Who now after reading the tale of the Parish Boy’s Progress could forget such distinct and peculiar individuals of such a unique countenance as the kind-hearted Oliver Twist, or the distressing and pitiable prostitute Nancy, or the grim and menacing Bill Sikes, or the crafty and zealous Artful Dodger, whose shabby clothes and light fingers are that of legend?

And if you intend to fully immerse your feet into the boots of men who were poorly and unjustly subject to the often invisible yet ever insidious prejudices that were instilled into their bones like the marrow, you need look no further than in Chuck’s devilish and altogether hideous depiction of the slithery and cantankerous Fagin, or as he is so ludicrously and unashamedly named by Chuck on numerous accounts, appropriately, or if you so choose to say inappropriately, “The Jew”, whose slimy appearances across this work of satirical fiction are so villainous and sneaky in nature and dripping with a viscous coating of antisemitism that has since been laid bare by many critics for decades, with no attempt from the author to even try to cover up such blatant brushstrokes of racial slander, that it is to the dear reader most utterly hilarious in nature to read it straight from the horses prejudicial mouth.

By this point you should also note how I, much like our friend and pillow fluffer Chuck, have developed a tendency across this written essay to hold the sentence hostage for as long as I feasibly can while making the very best of friends with the virtuous and ever continuous source of salvation for our extended paragraphs of literate bile, the comma, which henceforth must be abused until it is battered and blue and has left the mental lungs of a readers brain gasping for air as if they were to have been submerged into the depths of our own continuous stream of misshapen and festering consciousness. And if you so dearly wish, for whatever absurd reason in this the year of our lord the twenty-second year of the new millennium, to honour and truly encapsulate the style and impetuous scribble of Mr Chuck himself, I strongly suggest from one who was subject to his style from page one to page four-hundred and fifty-five, that you also include this piece of advice into your own work and put it to good use, if such a thing is possible.
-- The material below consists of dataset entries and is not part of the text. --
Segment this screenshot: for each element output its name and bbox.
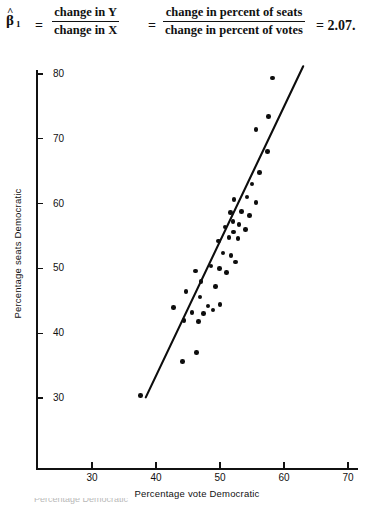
data-point — [257, 170, 262, 175]
data-point — [243, 227, 248, 232]
data-point — [180, 359, 185, 364]
scatter-plot: 304050607080 3040506070 Percentage vote … — [0, 58, 371, 506]
data-point — [265, 149, 270, 154]
data-point — [171, 305, 176, 310]
data-point — [229, 253, 234, 258]
data-point — [201, 311, 206, 316]
data-point — [254, 200, 259, 205]
data-point — [231, 219, 236, 224]
fraction-1-numerator: change in Y — [52, 5, 119, 22]
fraction-2-denominator: change in percent of votes — [163, 22, 305, 38]
equals-sign-1: = — [35, 18, 43, 34]
data-point — [231, 230, 236, 235]
data-point — [224, 270, 229, 275]
data-point — [194, 350, 199, 355]
equals-sign-2: = — [148, 18, 156, 34]
figure-caption-text: Percentage Democratic — [34, 498, 128, 504]
data-point — [236, 236, 241, 241]
data-point — [199, 279, 204, 284]
regression-formula: ^ β1 = change in Y change in X = change … — [0, 0, 371, 58]
fraction-seats-over-votes: change in percent of seats change in per… — [163, 5, 305, 39]
y-axis-label: Percentage seats Democratic — [12, 149, 23, 359]
fraction-change-y-over-x: change in Y change in X — [52, 5, 119, 39]
data-point — [228, 210, 233, 215]
data-point — [217, 266, 222, 271]
data-point — [227, 235, 232, 240]
fraction-1-denominator: change in X — [52, 22, 119, 38]
data-point — [196, 319, 201, 324]
data-point — [270, 76, 275, 81]
fraction-2-numerator: change in percent of seats — [163, 5, 305, 22]
data-point — [190, 310, 195, 315]
data-point — [247, 213, 252, 218]
data-point — [266, 114, 271, 119]
data-point — [182, 318, 187, 323]
data-point — [213, 284, 218, 289]
figure-caption-cropped: Percentage Democratic — [0, 498, 371, 506]
formula-result: = 2.07. — [316, 18, 355, 34]
data-point — [254, 127, 259, 132]
hat-accent: ^ — [7, 5, 13, 17]
beta-hat-symbol: ^ β1 — [6, 12, 20, 29]
data-point — [233, 260, 238, 265]
data-point — [239, 209, 244, 214]
regression-trendline — [0, 58, 371, 506]
beta-subscript: 1 — [16, 19, 21, 29]
data-point — [138, 393, 143, 398]
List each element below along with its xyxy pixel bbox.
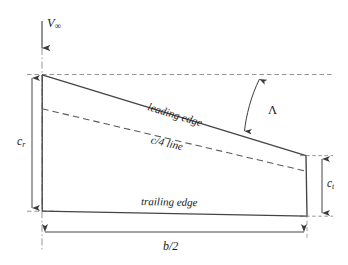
semispan-dimension-group bbox=[45, 214, 307, 240]
semispan-label: b/2 bbox=[163, 240, 178, 252]
tip-chord-subscript: t bbox=[332, 182, 334, 191]
infinity-subscript: ∞ bbox=[55, 21, 61, 31]
wing-planform-figure: V∞ cr ct b/2 Λ leading edge c/4 line tra… bbox=[0, 0, 348, 265]
sweep-angle-arc bbox=[245, 79, 260, 131]
sweep-angle-label: Λ bbox=[268, 104, 277, 117]
trailing-edge-label: trailing edge bbox=[141, 196, 198, 208]
root-chord-subscript: r bbox=[22, 140, 25, 149]
trailing-edge-line bbox=[42, 211, 307, 216]
tip-chord-label: ct bbox=[327, 178, 334, 190]
root-chord-label: cr bbox=[17, 135, 26, 147]
tip-chord-edge bbox=[306, 156, 307, 217]
planform-drawing bbox=[0, 0, 348, 265]
freestream-velocity-label: V∞ bbox=[47, 17, 61, 30]
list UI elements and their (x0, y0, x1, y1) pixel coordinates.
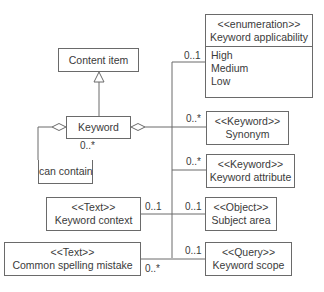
class-content-item: Content item (58, 48, 139, 72)
aggregation-diamond-right-icon (131, 124, 145, 131)
class-synonym: <<Keyword>> Synonym (206, 111, 289, 145)
enum-value-low: Low (211, 75, 312, 88)
class-keyword-scope: <<Query>> Keyword scope (205, 242, 292, 276)
class-keyword-context: <<Text>> Keyword context (46, 197, 141, 231)
class-name: Subject area (206, 214, 276, 227)
multiplicity-keyword-attribute: 0..* (186, 156, 201, 168)
class-name: Keyword context (47, 214, 140, 227)
class-name: Keyword attribute (207, 171, 294, 184)
class-name: Keyword applicability (206, 31, 312, 44)
class-keyword: Keyword (66, 116, 131, 139)
multiplicity-keyword-scope: 0..1 (185, 245, 202, 257)
association-label: can contain (39, 160, 92, 182)
multiplicity-applicability: 0..1 (184, 50, 201, 62)
class-name: Content item (59, 49, 138, 71)
class-common-spelling-mistake: <<Text>> Common spelling mistake (4, 242, 141, 276)
enum-value-high: High (211, 49, 312, 62)
stereotype: <<Query>> (206, 246, 291, 259)
enum-value-medium: Medium (211, 62, 312, 75)
inheritance-triangle-icon (94, 72, 104, 82)
stereotype: <<Text>> (5, 246, 140, 259)
stereotype: <<Keyword>> (207, 158, 294, 171)
aggregation-diamond-left-icon (52, 124, 66, 131)
self-loop-line (38, 127, 52, 160)
class-keyword-attribute: <<Keyword>> Keyword attribute (206, 154, 295, 188)
class-subject-area: <<Object>> Subject area (205, 197, 277, 231)
class-name: Keyword (67, 117, 130, 138)
stereotype: <<Object>> (206, 201, 276, 214)
multiplicity-self-loop: 0..* (80, 140, 95, 152)
uml-diagram: Content item Keyword can contain 0..* <<… (0, 0, 324, 292)
multiplicity-common-spelling-mistake: 0..* (145, 263, 160, 275)
multiplicity-subject-area: 0..1 (185, 201, 202, 213)
class-name: Common spelling mistake (5, 259, 140, 272)
enum-values: High Medium Low (206, 47, 312, 88)
stereotype: <<enumeration>> (206, 18, 312, 31)
multiplicity-synonym: 0..* (186, 113, 201, 125)
class-keyword-applicability: <<enumeration>> Keyword applicability Hi… (205, 14, 313, 98)
class-name: Keyword scope (206, 259, 291, 272)
multiplicity-keyword-context: 0..1 (145, 201, 162, 213)
enum-header: <<enumeration>> Keyword applicability (206, 15, 312, 47)
class-name: Synonym (207, 128, 288, 141)
self-association-can-contain: can contain (38, 160, 93, 184)
stereotype: <<Keyword>> (207, 115, 288, 128)
stereotype: <<Text>> (47, 201, 140, 214)
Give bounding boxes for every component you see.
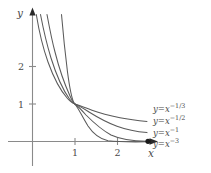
series-label-x-neg-1-3: y=x−1/3 xyxy=(153,105,185,114)
curves-group xyxy=(36,15,147,142)
x-tick-label-2: 2 xyxy=(114,147,120,158)
tick-marks-group xyxy=(29,67,118,146)
axis-text-group: y x 2 1 1 2 xyxy=(16,7,154,159)
curve-end-markers xyxy=(145,139,150,144)
power-function-graph-figure: y x 2 1 1 2 y=x−1/3 y=x−1/2 y=x−1 y=x−3 xyxy=(0,0,211,173)
curve-x-neg-1-2 xyxy=(41,15,148,133)
series-label-eq: = xyxy=(158,128,165,138)
series-label-exponent: −1/2 xyxy=(170,114,186,122)
curve-x-neg-1 xyxy=(47,15,147,142)
series-label-exponent: −3 xyxy=(170,137,179,145)
y-axis-label: y xyxy=(16,7,24,19)
series-label-eq: = xyxy=(158,104,165,114)
series-label-exponent: −1 xyxy=(170,126,179,134)
series-label-eq: = xyxy=(158,139,165,149)
y-axis-arrow-icon xyxy=(29,8,35,16)
y-tick-label-2: 2 xyxy=(18,61,24,72)
series-label-x-neg-1-2: y=x−1/2 xyxy=(153,117,185,126)
series-label-x-neg-3: y=x−3 xyxy=(153,140,179,149)
series-label-eq: = xyxy=(158,116,165,126)
curve-x-neg-1-3 xyxy=(36,15,147,122)
y-tick-label-1: 1 xyxy=(18,99,24,110)
curve-x-neg-3 xyxy=(62,15,148,142)
x-tick-label-1: 1 xyxy=(72,147,78,158)
curve-endpoint-dot xyxy=(145,139,150,144)
series-label-exponent: −1/3 xyxy=(170,102,186,110)
chart-canvas: y x 2 1 1 2 xyxy=(0,0,211,173)
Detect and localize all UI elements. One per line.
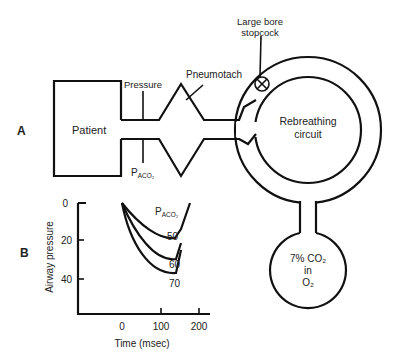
neck-mask — [299, 198, 317, 234]
curve-label-70: 70 — [169, 278, 181, 289]
x-tick-label-0: 0 — [119, 321, 125, 332]
chart-axes — [78, 203, 210, 314]
circuit-label-1: Rebreathing — [279, 115, 336, 127]
y-tick-label-40: 40 — [61, 274, 73, 285]
bag-label-2: in — [304, 265, 312, 276]
figure: A Patient Pressure PACO₂ Pneumotach Rebr… — [0, 0, 396, 356]
tube-lower-wall — [121, 139, 240, 176]
stopcock-label-2: stopcock — [241, 27, 279, 38]
stopcock-leader — [260, 36, 261, 77]
bag-label-1: 7% CO₂ — [290, 253, 326, 264]
bag-label-3: O₂ — [302, 277, 314, 288]
y-tick-label-0: 0 — [62, 198, 68, 209]
y-axis-title: Airway pressure — [44, 221, 55, 293]
paco2-label: PACO₂ — [131, 167, 155, 179]
connector-upper — [239, 100, 256, 120]
patient-label: Patient — [72, 124, 106, 136]
panel-b-label: B — [20, 246, 29, 260]
pneumotach-leader — [186, 85, 203, 100]
legend-title: PACO₂ — [155, 206, 179, 218]
pneumotach-label: Pneumotach — [186, 69, 242, 80]
pressure-label: Pressure — [124, 79, 162, 90]
panel-a-label: A — [17, 124, 26, 138]
x-tick-label-100: 100 — [153, 321, 170, 332]
x-axis-title: Time (msec) — [114, 338, 169, 349]
x-tick-label-200: 200 — [191, 321, 208, 332]
stopcock-label-1: Large bore — [237, 16, 283, 27]
curve-label-50: 50 — [167, 231, 179, 242]
y-tick-label-20: 20 — [61, 235, 73, 246]
curve-label-60: 60 — [169, 259, 181, 270]
circuit-label-2: circuit — [294, 128, 322, 140]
Furthermore, you should also make no attempt to readjust your plot into one that is fluid and easy to read without major jumps and bounds across the infinite strings of the incoherent spiderweb of characters and plot points, drawn together by nothing more than sheer coincidence and luck.

Should the separate scenes and chapters be tied by some integral pattern, and clues to location and point of view weaved in seamlessly so as to help the dear reader understand that the change in curtain to a different scene is relevant?

Not at all.

Should we remain silent as an author in order to retain immersion for our dear reader and trust in their intelligence to follow along with a well structured and totally not slapped together sequence of events that would otherwise make no sense if not outright talked about out loud under fear that we have confused the reader beyond a reasonable doubt?

Not at all.

Should we, not only, make no attempt to review or reanalyse the structure of our written plot and prose, but also state that you are extremely aware of these faults and flaws and not only further put aside any endeavour to fix it, but then boldly and proudly admit to being wholly and terrifyingly guilty of such matters while breaking, shattering, ripping, tearing and grinding and washing away the last remains of the fourth wall via the frequent and irritating communications to the reader directly to explain to them the reasoning for your haphazard storytelling and thus duly break, shatter, rip, tear and grind and wash away their immersion into the story you’ve tried so hard to pull them into?

Why of course, because then you have truly mastered how to write like Chuck.

But one must the wonder, of course, why he is considered the greatest of his time, nay of all time?

Thank you for reading and have a beautiful day!